Unified Russia must fend off these threats by setting itself the task "not merely of winning in 2007 [parliamentary elections], but of thinking about and doing everything to ensure the party's dominance over the course of at least the next 10-15 years," he says. Lest anyone espy a retreat from democratic principles in this goal, Surkov invokes the examples of Japan's Liberal Democratic Party, which "dominated for approximately 40 years," and Sweden's Social Democrats, who were "in power without interruption from 1932 to 1976."


Interestingly, Kazakh President Nazarbaev used virtually the same example in his address to Otan Party members on July 4. Praising the ability of strong parties to "provide a powerful impulse for the development of the country by mobilizing the nation in the name of countrywide goals," Nazarbaev cited Japan's Liberal Dems and Sweden's Socialists, as well as the experience of Singapore and Malaysia.


Ruling For Decades?


Nazarbaev's address also echoed Surkov in his reference to competitiveness. If Surkov called sovereignty the "political synonym of competitiveness," Nazarbaev, who has set the goal of making Kazakhstan one of the world's 50 most competitive nations, told Otan members on July 4 that the goal of political reforms should be the "formation of a modern and competitive political system." The Russian word that both Surkov and Nazarbaev used -- konkurentosposobnost, or, in its adjectival form, konkurentosposobny -- means "suited to compete," not "based on competition."


Nazarbaeva provided another parallel. If Surkov would like to see Unified Russia rule for at least 10-15 years, Nazarbaeva envisions a pro-presidential megaparty holding on to power for half a century. She effused to Asar members on June 19, "No other party will be able to compete with such a party for the next 50 years -- this is the task we should set for ourselves!"

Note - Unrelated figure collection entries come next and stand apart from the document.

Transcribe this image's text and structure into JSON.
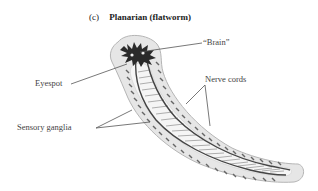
{
  "figure": {
    "part_label": "(c)",
    "title": "Planarian (flatworm)"
  },
  "labels": {
    "brain": "“Brain”",
    "eyespot": "Eyespot",
    "nerve_cords": "Nerve cords",
    "sensory_ganglia": "Sensory ganglia"
  },
  "colors": {
    "body_fill": "#e6e6e6",
    "body_outline": "#b5b5b5",
    "inner_fill": "#f4f4f4",
    "nerve": "#444444",
    "brain": "#2a2a2a",
    "leader_line": "#555555"
  }
}
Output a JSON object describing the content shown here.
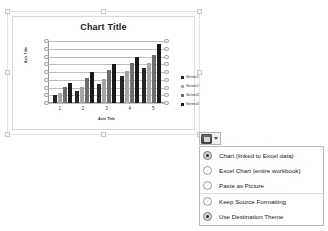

As it is expounded in Kazakhstan and Russia, the doctrine of sovereign democracy -- with its emphasis on lurking threats, apparent distaste for universal standards, and calls for a strong pro-presidential party to maintain a decades-long hold on power -- may lead critical observers to conclude that it has more to do with enshrining the continued dominance of current ruling elites by whatever means they deem best suited to national tradition than with ensuring the orderly transfer of power in accordance with the popular will. As Dmitry Trenin, deputy director of the Carnegie Moscow Center, delicately put it in a July 6 interview with polit.ru: "In the phrase 'sovereign democracy,' the word 'democracy' doesn't carry any serious weight, while the word 'sovereign' carries significant weight."


More pointedly, despite its lofty intent to keep the homeland safe from the encroachments of a malign busybody international, sovereign democracy does not answer many specific questions about the democratic process. In fact, it seems to be less about explaining, for example, why the state needs to control nationwide television stations and how state-controlled broadcasters cover ruling incumbents in the lead-up to an election, than about denying outside observers the right to ask such questions, while rendering domestic critics inclined to similar inquiries vulnerable to charges that they are playing into the enemy's hands and undermining the nation's sovereignty.